Hongyan is a large migratory bird, which moves southward every autumn, often causing homesickness and wandering sorrow. For example, Xue Daoheng, a native of the Sui Dynasty, wrote that "people are homesick every day". After the geese fall, people think before the flowers. I had the idea of going home long before the flowers bloomed. But when the geese returned to the north, people had not returned home. When the poet was an official in the Northern Dynasties, he sent envoys to the Southern Dynasties and wrote this homesick poem, which was subtle and tactful.
There are also letters referred to by Hongyan. Everyone is familiar with the allusions of Hongyan biography, and the application of Hongyan as a messenger in poetry is also very common. For example, "Wild geese don't answer me, rivers and lakes are full of rain", "Shuo Yan sends books, and Huang Xiang shed more tears".
The moral of Hongyan begins.
Although in the Tang Dynasty, when poetry was at its peak, poets still compared most of the images in The Book of Songs. On the moonlit night by the river, "Hongyan flies long, ichthyosaurs dive to write", even if it means this.
Other meaning of Hongyan is a self-metaphor, that is, using things to describe people, implying the image of Hongyan's loneliness. This is the meaning of a sentence in the secular word "Bu Operator", "Anyone who sees a lonely person is lonely and lonely".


_Problem description_
Report each line of the listing below that holds "with".

_Dataset excerpts_

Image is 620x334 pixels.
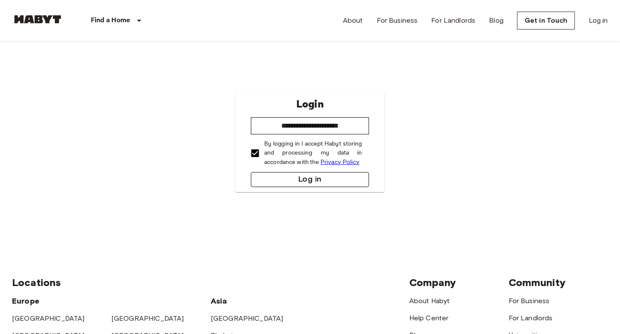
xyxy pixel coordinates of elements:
[251,172,369,187] button: Log in
[409,276,456,289] span: Company
[489,15,504,26] a: Blog
[409,297,450,305] a: About Habyt
[343,15,363,26] a: About
[12,314,85,322] a: [GEOGRAPHIC_DATA]
[409,314,449,322] a: Help Center
[264,140,362,167] p: By logging in I accept Habyt storing and processing my data in accordance with the
[321,158,360,166] a: Privacy Policy
[509,314,553,322] a: For Landlords
[517,12,575,30] a: Get in Touch
[111,314,184,322] a: [GEOGRAPHIC_DATA]
[296,97,324,112] p: Login
[377,15,418,26] a: For Business
[12,15,63,24] img: Habyt
[211,314,283,322] a: [GEOGRAPHIC_DATA]
[589,15,608,26] a: Log in
[91,15,131,26] p: Find a Home
[12,296,39,306] span: Europe
[509,297,550,305] a: For Business
[431,15,476,26] a: For Landlords
[12,276,61,289] span: Locations
[211,296,227,306] span: Asia
[509,276,565,289] span: Community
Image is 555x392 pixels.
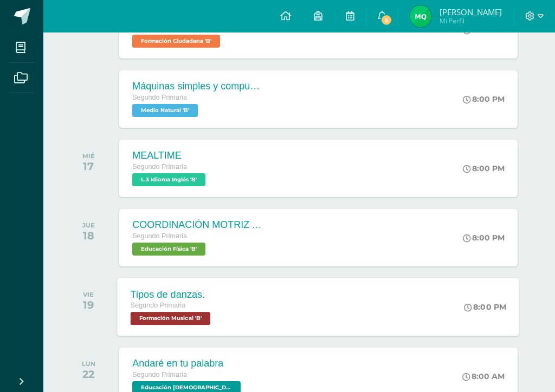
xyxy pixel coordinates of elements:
div: 18 [83,229,95,242]
span: Mi Perfil [439,16,502,26]
div: VIE [83,291,94,299]
div: Tipos de danzas. [131,289,213,300]
span: [PERSON_NAME] [439,6,502,17]
span: L.3 Idioma Inglés 'B' [132,173,205,186]
div: 8:00 AM [462,371,504,381]
div: MEALTIME [132,150,208,161]
div: JUE [83,221,95,229]
div: 8:00 PM [464,302,506,312]
div: Andaré en tu palabra [132,358,244,369]
div: LUN [82,360,95,368]
span: Segundo Primaria [131,301,186,309]
span: 5 [380,14,392,26]
span: Segundo Primaria [132,371,187,379]
div: 8:00 PM [463,233,504,243]
span: Medio Natural 'B' [132,104,198,117]
span: Segundo Primaria [132,232,187,240]
span: Formación Ciudadana 'B' [132,35,220,48]
span: Segundo Primaria [132,93,187,101]
div: 8:00 PM [463,164,504,173]
div: Máquinas simples y compuestas [132,81,262,92]
img: bea0ed1187e3aad6f366e2aa595251b1.png [410,5,431,27]
div: 17 [83,160,95,172]
div: COORDINACIÓN MOTRIZ Y JUEGOS CON RITMO Y SALTO [132,220,262,231]
div: 19 [83,299,94,311]
div: 8:00 PM [463,94,504,104]
div: MIÉ [83,152,95,160]
span: Educación Física 'B' [132,243,205,256]
span: Formación Musical 'B' [131,312,210,325]
div: 22 [82,368,95,380]
span: Segundo Primaria [132,163,187,171]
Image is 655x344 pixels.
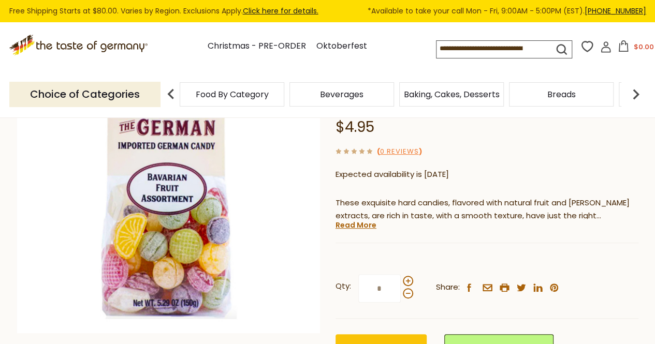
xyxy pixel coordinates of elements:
span: $4.95 [335,117,374,137]
input: Qty: [358,274,401,303]
p: Choice of Categories [9,82,160,107]
span: Share: [436,281,460,294]
strong: Qty: [335,280,351,293]
a: Beverages [320,91,363,98]
p: These exquisite hard candies, flavored with natural fruit and [PERSON_NAME] extracts, are rich in... [335,197,638,223]
span: *Available to take your call Mon - Fri, 9:00AM - 5:00PM (EST). [368,5,646,17]
a: Breads [547,91,576,98]
a: Read More [335,220,376,230]
img: next arrow [625,84,646,105]
div: Free Shipping Starts at $80.00. Varies by Region. Exclusions Apply. [9,5,646,17]
a: Food By Category [196,91,269,98]
a: Oktoberfest [316,39,367,53]
p: Expected availability is [DATE] [335,168,638,181]
a: Click here for details. [243,6,318,16]
a: 0 Reviews [379,147,418,157]
a: [PHONE_NUMBER] [585,6,646,16]
a: Baking, Cakes, Desserts [404,91,500,98]
span: $0.00 [633,42,653,52]
a: Christmas - PRE-ORDER [208,39,306,53]
img: Hermann Bavarian Fruit Assortment Hard Candies [17,31,320,333]
img: previous arrow [160,84,181,105]
span: ( ) [376,147,421,156]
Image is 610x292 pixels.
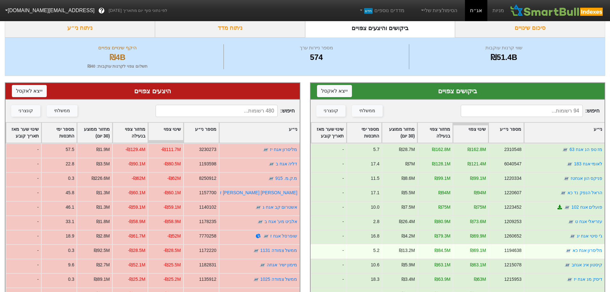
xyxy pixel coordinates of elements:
[570,147,603,152] a: מז טפ הנ אגח 63
[411,44,597,52] div: שווי קרנות עוקבות
[435,233,451,239] div: ₪79.3M
[96,233,110,239] div: ₪2.8M
[371,161,379,167] div: 17.4
[226,44,408,52] div: מספר ניירות ערך
[566,276,573,283] img: tase link
[164,204,181,210] div: -₪59.1M
[371,175,379,182] div: 11.5
[260,276,298,282] a: ממשל צמודה 1025
[68,247,74,254] div: 0.3
[470,175,486,182] div: ₪99.1M
[66,146,74,153] div: 57.5
[474,189,486,196] div: ₪94M
[461,105,600,117] span: חיפוש :
[268,161,275,167] img: tase link
[257,218,264,225] img: tase link
[128,233,145,239] div: -₪61.7M
[96,261,110,268] div: ₪2.7M
[96,218,110,225] div: ₪1.8M
[260,262,266,268] img: tase link
[567,161,573,167] img: tase link
[267,262,298,267] a: מימון ישיר אגחה
[66,218,74,225] div: 33.1
[68,261,74,268] div: 9.6
[164,189,181,196] div: -₪60.1M
[96,204,110,210] div: ₪1.3M
[226,52,408,63] div: 574
[66,189,74,196] div: 45.8
[42,123,77,143] div: Toggle SortBy
[199,161,217,167] div: 1193598
[455,19,606,37] div: סיכום שינויים
[571,176,603,181] a: פניקס הון אגחטז
[161,146,181,153] div: -₪111.7M
[164,218,181,225] div: -₪58.9M
[371,261,379,268] div: 10.6
[311,215,346,230] div: -
[311,244,346,259] div: -
[128,276,145,283] div: -₪25.2M
[401,189,415,196] div: ₪5.5M
[5,143,41,158] div: -
[572,262,603,267] a: קיסטון אינ אגחב
[199,276,217,283] div: 1135912
[564,262,571,268] img: tase link
[68,276,74,283] div: 0.3
[128,204,145,210] div: -₪59.1M
[470,261,486,268] div: ₪63.1M
[373,247,379,254] div: 5.2
[572,204,603,210] a: פועלים אגח 102
[317,86,599,96] div: ביקושים צפויים
[311,201,346,215] div: -
[128,218,145,225] div: -₪58.9M
[6,123,41,143] div: Toggle SortBy
[504,276,522,283] div: 1215953
[311,172,346,186] div: -
[19,107,33,114] div: קונצרני
[94,247,110,254] div: ₪92.5M
[417,4,460,17] a: הסימולציות שלי
[399,146,415,153] div: ₪28.7M
[435,276,451,283] div: ₪63.9M
[435,261,451,268] div: ₪63.1M
[255,204,262,210] img: tase link
[470,247,486,254] div: ₪69.1M
[574,161,603,166] a: לאומי אגח 183
[311,230,346,244] div: -
[92,175,110,182] div: ₪226.6M
[265,219,297,224] a: אלביט מע' אגח ב
[371,204,379,210] div: 10.0
[109,7,167,14] span: לפי נתוני סוף יום מתאריך [DATE]
[305,19,456,37] div: ביקושים והיצעים צפויים
[568,218,574,225] img: tase link
[13,44,222,52] div: היקף שינויים צפויים
[489,123,524,143] div: Toggle SortBy
[96,161,110,167] div: ₪3.5M
[276,176,298,181] a: מ.ק.מ. 915
[570,233,576,239] img: tase link
[5,244,41,259] div: -
[562,146,569,153] img: tase link
[567,190,603,195] a: הראל הנפק נד כא
[504,247,522,254] div: 1194638
[373,218,379,225] div: 2.8
[148,123,183,143] div: Toggle SortBy
[155,19,305,37] div: ניתוח מדד
[432,146,450,153] div: ₪162.8M
[371,276,379,283] div: 18.3
[399,247,415,254] div: ₪13.2M
[66,204,74,210] div: 46.1
[524,123,605,143] div: Toggle SortBy
[359,107,375,114] div: ממשלתי
[263,204,298,210] a: אשטרום קב אגח ג
[94,276,110,283] div: ₪89.1M
[128,261,145,268] div: -₪52.1M
[5,215,41,230] div: -
[5,172,41,186] div: -
[504,261,522,268] div: 1215078
[126,146,145,153] div: -₪129.4M
[128,189,145,196] div: -₪60.1M
[54,107,70,114] div: ממשלתי
[12,86,293,96] div: היצעים צפויים
[364,8,373,14] span: חדש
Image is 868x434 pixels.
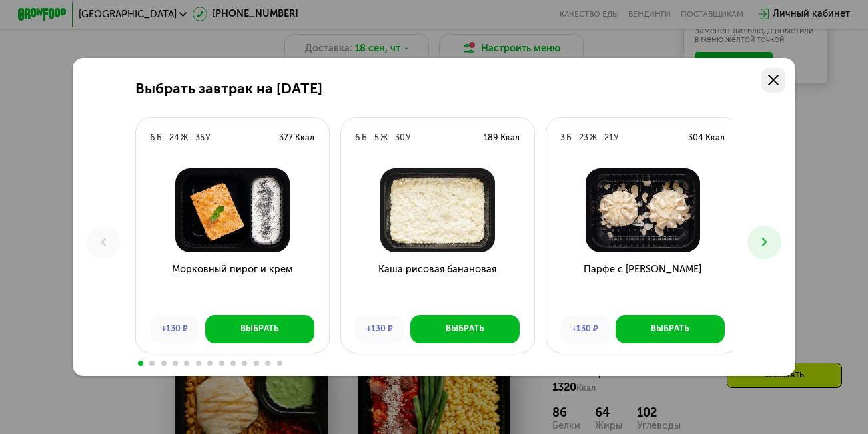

_Result for this task_
[264,140,362,167] p: By logging in I accept Habyt storing and processing my data in accordance with the
p: These exquisite hard candies, flavored with natural fruit and [PERSON_NAME] extracts, are rich in... [335,197,638,223]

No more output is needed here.